Bringing together both classic and contemporary writings, the Reader showcases differing disciplinary approaches to the study of religious experience: philosophy, literary and cultural theory, history, psychology, anthropology; feminist theory; as well as writings from within religious studies. The essays are structured into pairs, with each essay separately introduced with information on its historical and intellectual context.

The ultimate aim of the Reader is to enable students to explore religious experience as rhetoric created to authorize social identities.
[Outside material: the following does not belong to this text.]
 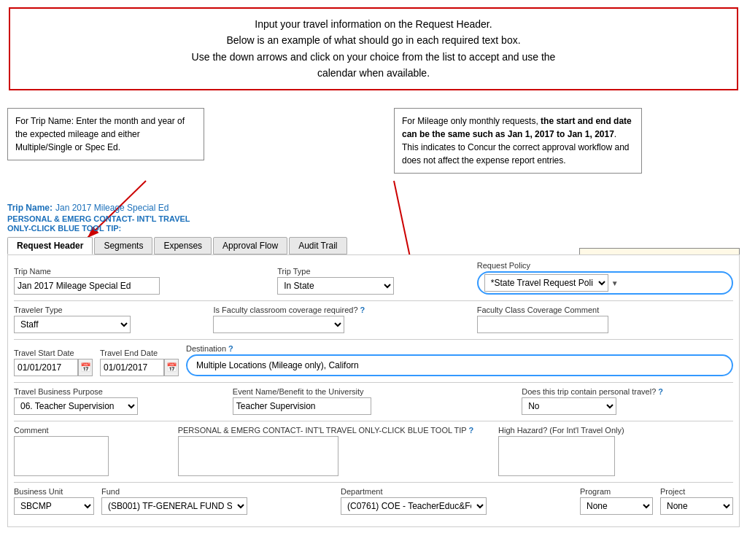 What do you see at coordinates (605, 283) in the screenshot?
I see `request-policy-oval: *State Travel Request Policy ▼` at bounding box center [605, 283].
The book will be an invaluable introduction to the key ideas and approaches for students of Religion, as well as Sociology and Anthropology.

CONTRIBUTORS: Robert Desjarlais, Diana Eck, William James, Craig Martin, Russell T. McCutcheon, Wayne Proudfoot, Robert Sharf, Ann Taves, Charles Taylor, Joachim Wach, Joan Wallach Scott, Raymond Williams

Event: Religious Freedom and Equality: Emerging Conflicts in North America and Europe

The Berkley Center for Religion, Peace & World Affairs are holding an event in Oxford, on 12 April 2012. The event will explore religious freedom and equality, a key area of concern for those investigating secularism and the state.
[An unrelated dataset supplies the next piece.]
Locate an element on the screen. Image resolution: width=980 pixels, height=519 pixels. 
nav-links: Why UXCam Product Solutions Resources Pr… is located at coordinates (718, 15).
More details of the event can be found on the Berkley Center site, but below is the outline of the event.

In both Europe and North America, an increasing emphasis on equality has pitted rights claims against each other, raising profound philosophical, moral, legal, and political questions about the meaning and reach of religious liberty. The questions emerge in several areas — for example, questions of religious conscience, an all male Roman Catholic clergy, or the prospect of establishing a separate Muslim system of family law within a democratic state.

No question is more salient in the West, however, than the emerging conflict between new equal rights claims on behalf of homosexuals and existing claims of religious freedom. The conference at Magdalen College will focus on this issue as the primary exemplar of the broader conflict.

Three examples illustrate emerging conflicts surrounding the principle of equality and the rights of religious groups and individuals.

– The Catholic Archdiocese of Washington DC ceased its foster care program because DC’s same-sex marriage law would have required placement of children with same-sex couples.

– The High Court in the United Kingdom denied to a married Christian couple the right to foster children because they would not agree to teach their children that homosexuality is natural.

– In California, the federal judge who overturned a referendum defining marriage as between a man and a woman dismissed religious and moral arguments against same-sex marriage as “irrational”, and for that reason unconstitutional.

Each of these examples addresses the tension between claims of equal rights and the claims of religious freedom in various domains: the rights of religious communities to adhere to their fundamental teachings, including protecting the rights of conscience; the rights of parents to impart their religious beliefs to their children; and the liberty to advance religiously-based moral arguments as a rationale for laws.

The conference will bring together leading scholars, politicians, and religious leaders to explore how these tensions and conflicts are playing out differently on both sides of the Atlantic. It will consist of three panels – on the United States and Canada, the United Kingdom and Ireland, and continental Europe – that debate a core set of questions.

– What are the legal and moral frameworks that govern tensions between claims for homosexual equality and for religious freedom?

– How are those tensions illustrated in particular legal, political, and policy controversies?

– What is the proper balance between new claims of equality before the law, on the one hand, and existing claims for freedom of religious groups and individuals, on the other?

By exploring these complex issues in-depth and from differing perspectives the conference will contribute to scholarship and wider public debate in a critical, emerging area.